Creating and Using a Span

A Span is the name of the object that we use to capture data about an error and its surrounding context. It is designed to be similar to, but not exactly like, the Span from the OpenTelemetry standard specification.

Creating a new Span

A Span can be created by calling appsignal.createSpan(), which initializes a new Span object with any default options that you passed when the Appsignal object was initialized.

JavaScript
const span = appsignal.createSpan();

The createSpan() method can also take a function as a parameter, allowing you to define the Span's data as the same time as it is created.

JavaScript
const span = appsignal.createSpan((span) => { return span.setTags({ tag: "value", }); });

Spans cannot be nested, nor can multiple Spans be passed to appsignal.send() at once. We recommend using Promise.all for concurrent send operations.

JavaScript
const span1 = appsignal.createSpan(); const span2 = appsignal.createSpan(); Promise.all([appsignal.send(span1), appsignal.send(span2)]);

Updating a Span

After a Span is created, you can begin adding data to it using methods on the Span object:

JavaScript
const span = appsignal.createSpan(); span.setTags({ tag: "value" }); console.log(span.serialize().tags); // { tag: "value" }

Each method that modifies the Span returns this, allowing you to chain methods together:

JavaScript
const span = appsignal.createSpan(); span.setTags({ tag: "value" }).setError(new Error("test error")); console.log(span.serialize().tags); // { tag: "value" } console.log(span.serialize().error); // { name: "Error", message: "test error", backtrace: [...] }

span.setAction(name: string)

Sets the action of the current Span. The action must never be an empty string - it can be either undefined or a non-empty string. An action name is used to identify the location of a certain sample error and performance issues.

span.setNamespace(name: string)

Sets the namespace of the current Span. Namespaces are a way to group error incidents, performance incidents, and host metrics in your app.

span.setError(error: Error | object)

Sets the error of the current Span. The Error object has a name, message and backtrace property. Make sure to only use something describing the error's type as the name. AppSignal groups the errors based on this name. You can put anything you like in the message.

When an Error object is passed to the setError method, the stack property is normalised and transformed into an array of strings, with each string representing a line in the stacktrace. For consistency with our other integrations, stack is renamed to backtrace.

span.setTags(tags: object)

Adds tags to the current Span. The current tags will be merged with the tags object passed as a parameter.

span.setParams(params: object)

Adds params to the current Span. The current params will be merged with the params object passed as a parameter.

If you're using a version prior to 1.3.28, the params object must not contain any nested objects.

span.serialize()

Returns the contents of a Span as an object.

Sending a Span to AppSignal

When you're finished adding data to the Span, it can then be passed to appsignal.send() to be pushed to our API.

JavaScript
const span = appsignal.createSpan((span) => { return span.setError(new Error("test error")); }); appsignal.send(span);

The send() method is different to the sendError() method as it allows a Span to be passed as a parameter, which is either pushed immediately to the API, or in the case of a network error, added to the queue to be retried later.

Once the Span is passed to appsignal.send(), any Hooks are applied to the Span in the following order:

  • Decorators
  • Optional tags or namespace arguments to appsignal.send()
  • Overrides

About the Retry Queue

If, for any reason, pushing an error to the API fails (e.g. if the network connection is not working), the Span object that it belongs to is placed in the retry queue. By default, requests are retried 5 times with exponential backoff. If the request succeeds, the corresponding Span is removed from the queue. Once the retry limit has been reached, any Spans left in the queue are discarded.

No caching is currently implemented for the retry queue, meaning that if a Span is in the queue when the user navigates away from your aplication, that Span will also be discarded.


* _Try it_: Search the records below for the word "school". Copy each line where it occurs.

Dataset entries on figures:

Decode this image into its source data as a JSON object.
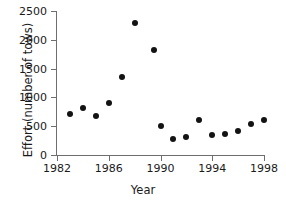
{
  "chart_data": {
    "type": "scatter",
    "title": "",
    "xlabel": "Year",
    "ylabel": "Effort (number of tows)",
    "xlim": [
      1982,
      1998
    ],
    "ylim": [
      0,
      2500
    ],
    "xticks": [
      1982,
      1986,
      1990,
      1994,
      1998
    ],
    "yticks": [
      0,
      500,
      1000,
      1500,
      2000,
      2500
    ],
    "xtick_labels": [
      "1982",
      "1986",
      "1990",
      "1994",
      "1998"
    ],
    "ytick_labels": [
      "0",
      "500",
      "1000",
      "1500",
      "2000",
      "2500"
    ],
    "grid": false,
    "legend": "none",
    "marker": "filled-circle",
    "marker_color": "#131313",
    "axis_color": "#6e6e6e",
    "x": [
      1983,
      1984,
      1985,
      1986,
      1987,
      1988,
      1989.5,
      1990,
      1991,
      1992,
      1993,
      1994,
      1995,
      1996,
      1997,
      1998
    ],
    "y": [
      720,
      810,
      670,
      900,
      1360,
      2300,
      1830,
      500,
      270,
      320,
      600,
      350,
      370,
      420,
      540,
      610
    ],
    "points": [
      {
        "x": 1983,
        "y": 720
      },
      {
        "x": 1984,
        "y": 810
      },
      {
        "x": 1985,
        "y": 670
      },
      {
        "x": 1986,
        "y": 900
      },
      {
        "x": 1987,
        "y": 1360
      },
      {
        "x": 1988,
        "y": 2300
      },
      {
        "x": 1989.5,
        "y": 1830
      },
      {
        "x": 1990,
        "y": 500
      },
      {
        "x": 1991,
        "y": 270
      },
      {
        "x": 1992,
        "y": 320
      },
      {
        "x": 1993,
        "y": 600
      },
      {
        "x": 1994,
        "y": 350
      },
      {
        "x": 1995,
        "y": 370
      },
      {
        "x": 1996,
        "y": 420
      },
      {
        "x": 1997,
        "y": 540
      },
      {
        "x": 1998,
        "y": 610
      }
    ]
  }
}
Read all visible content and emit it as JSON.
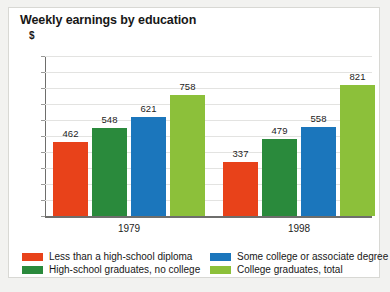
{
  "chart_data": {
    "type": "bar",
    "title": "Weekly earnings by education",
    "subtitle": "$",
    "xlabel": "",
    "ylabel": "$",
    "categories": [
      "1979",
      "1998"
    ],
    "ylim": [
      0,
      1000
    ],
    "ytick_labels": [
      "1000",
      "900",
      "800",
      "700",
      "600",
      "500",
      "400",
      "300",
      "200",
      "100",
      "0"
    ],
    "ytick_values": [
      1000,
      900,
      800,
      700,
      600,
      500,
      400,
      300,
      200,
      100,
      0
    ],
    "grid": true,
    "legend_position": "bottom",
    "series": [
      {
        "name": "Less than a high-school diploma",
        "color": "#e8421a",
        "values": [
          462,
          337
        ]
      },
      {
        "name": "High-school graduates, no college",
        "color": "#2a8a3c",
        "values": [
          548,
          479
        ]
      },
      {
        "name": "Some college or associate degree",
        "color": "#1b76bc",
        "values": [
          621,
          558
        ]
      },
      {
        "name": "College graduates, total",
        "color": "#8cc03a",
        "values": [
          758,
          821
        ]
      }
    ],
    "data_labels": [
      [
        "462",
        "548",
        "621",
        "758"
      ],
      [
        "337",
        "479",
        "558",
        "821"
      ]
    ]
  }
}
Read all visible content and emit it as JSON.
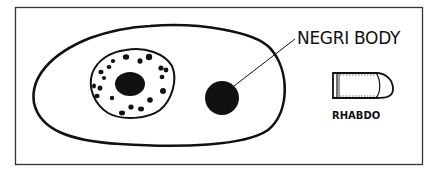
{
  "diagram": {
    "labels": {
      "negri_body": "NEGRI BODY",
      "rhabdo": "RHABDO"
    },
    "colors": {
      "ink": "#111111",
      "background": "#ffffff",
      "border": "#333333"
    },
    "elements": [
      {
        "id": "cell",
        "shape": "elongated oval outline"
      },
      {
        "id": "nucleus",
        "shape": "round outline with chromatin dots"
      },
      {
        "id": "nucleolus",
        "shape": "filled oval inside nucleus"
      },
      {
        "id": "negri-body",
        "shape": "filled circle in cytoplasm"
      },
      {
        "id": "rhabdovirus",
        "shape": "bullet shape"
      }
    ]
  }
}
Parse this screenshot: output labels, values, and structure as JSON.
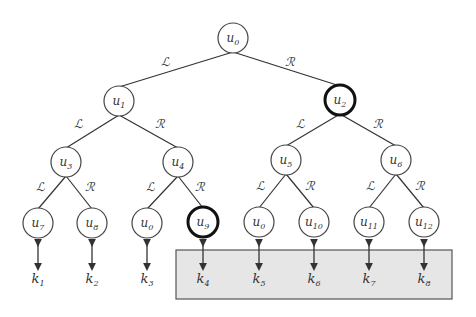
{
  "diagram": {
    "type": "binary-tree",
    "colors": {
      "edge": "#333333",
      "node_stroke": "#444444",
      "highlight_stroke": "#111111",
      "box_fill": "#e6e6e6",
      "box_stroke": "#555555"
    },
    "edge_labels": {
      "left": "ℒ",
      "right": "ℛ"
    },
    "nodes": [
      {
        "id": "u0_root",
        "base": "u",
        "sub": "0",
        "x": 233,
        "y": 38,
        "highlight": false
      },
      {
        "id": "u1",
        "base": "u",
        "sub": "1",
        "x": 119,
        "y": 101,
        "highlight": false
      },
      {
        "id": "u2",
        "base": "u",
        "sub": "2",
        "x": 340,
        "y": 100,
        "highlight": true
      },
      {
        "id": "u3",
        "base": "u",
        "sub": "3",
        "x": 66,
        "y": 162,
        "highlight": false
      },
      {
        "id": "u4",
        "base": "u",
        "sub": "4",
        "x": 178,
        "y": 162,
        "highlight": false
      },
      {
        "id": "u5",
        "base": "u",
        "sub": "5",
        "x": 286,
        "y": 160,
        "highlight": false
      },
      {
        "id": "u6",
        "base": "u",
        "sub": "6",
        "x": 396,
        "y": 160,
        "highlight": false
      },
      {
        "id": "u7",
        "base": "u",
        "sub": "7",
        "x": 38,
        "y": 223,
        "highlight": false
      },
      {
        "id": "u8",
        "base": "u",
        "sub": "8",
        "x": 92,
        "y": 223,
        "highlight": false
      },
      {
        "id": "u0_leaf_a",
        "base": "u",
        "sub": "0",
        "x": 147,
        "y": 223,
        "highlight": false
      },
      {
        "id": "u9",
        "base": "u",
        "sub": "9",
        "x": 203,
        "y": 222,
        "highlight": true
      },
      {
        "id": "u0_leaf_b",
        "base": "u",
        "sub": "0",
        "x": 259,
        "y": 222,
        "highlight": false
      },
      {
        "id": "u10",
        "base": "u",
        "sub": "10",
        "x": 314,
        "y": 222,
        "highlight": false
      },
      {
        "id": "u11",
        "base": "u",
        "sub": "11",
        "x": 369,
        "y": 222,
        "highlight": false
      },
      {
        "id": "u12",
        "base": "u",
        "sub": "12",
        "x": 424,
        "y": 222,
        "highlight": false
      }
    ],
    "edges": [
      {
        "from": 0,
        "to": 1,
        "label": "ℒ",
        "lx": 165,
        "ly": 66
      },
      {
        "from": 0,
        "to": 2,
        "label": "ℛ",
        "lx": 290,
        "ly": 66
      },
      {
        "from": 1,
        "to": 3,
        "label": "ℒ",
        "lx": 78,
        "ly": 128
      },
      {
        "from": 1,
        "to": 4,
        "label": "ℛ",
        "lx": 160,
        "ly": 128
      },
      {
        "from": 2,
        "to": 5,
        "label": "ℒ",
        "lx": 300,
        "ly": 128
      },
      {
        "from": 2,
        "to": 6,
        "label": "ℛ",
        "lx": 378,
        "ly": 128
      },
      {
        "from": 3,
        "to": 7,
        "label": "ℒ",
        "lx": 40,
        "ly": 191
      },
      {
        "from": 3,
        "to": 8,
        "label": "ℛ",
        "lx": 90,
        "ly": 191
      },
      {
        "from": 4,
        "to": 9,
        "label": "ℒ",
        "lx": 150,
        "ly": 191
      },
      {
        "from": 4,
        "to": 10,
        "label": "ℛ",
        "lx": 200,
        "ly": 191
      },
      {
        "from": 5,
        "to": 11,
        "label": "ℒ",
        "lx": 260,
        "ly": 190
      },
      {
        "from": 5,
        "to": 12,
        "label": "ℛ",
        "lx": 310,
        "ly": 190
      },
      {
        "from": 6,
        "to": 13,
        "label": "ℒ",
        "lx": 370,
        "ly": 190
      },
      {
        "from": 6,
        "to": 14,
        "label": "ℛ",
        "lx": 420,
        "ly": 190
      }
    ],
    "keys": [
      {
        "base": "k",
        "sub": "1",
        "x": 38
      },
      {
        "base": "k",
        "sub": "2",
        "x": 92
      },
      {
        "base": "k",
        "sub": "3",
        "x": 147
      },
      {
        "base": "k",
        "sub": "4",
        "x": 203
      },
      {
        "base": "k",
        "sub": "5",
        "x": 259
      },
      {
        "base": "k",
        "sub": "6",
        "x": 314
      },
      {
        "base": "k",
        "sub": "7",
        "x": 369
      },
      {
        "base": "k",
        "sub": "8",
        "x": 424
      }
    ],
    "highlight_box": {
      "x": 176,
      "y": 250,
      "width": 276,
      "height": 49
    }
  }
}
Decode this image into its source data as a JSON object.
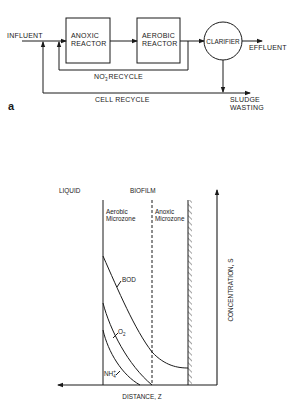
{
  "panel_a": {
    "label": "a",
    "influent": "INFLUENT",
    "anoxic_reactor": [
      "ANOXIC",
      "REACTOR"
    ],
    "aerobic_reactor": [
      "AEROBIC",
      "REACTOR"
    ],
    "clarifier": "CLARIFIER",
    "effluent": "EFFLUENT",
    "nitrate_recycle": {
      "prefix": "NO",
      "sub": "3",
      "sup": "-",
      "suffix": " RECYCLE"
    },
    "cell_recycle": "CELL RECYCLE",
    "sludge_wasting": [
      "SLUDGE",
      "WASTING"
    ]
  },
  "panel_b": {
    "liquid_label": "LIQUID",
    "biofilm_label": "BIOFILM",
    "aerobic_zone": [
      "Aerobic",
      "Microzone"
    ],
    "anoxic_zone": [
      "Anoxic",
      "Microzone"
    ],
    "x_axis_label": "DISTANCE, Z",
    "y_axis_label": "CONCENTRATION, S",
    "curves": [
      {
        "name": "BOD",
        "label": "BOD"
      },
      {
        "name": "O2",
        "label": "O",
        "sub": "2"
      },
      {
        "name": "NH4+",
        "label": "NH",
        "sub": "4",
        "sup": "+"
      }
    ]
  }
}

* _Answer to the exercise_:
        "name": "Less than a high-school diploma",
        "name": "High-school graduates, no college",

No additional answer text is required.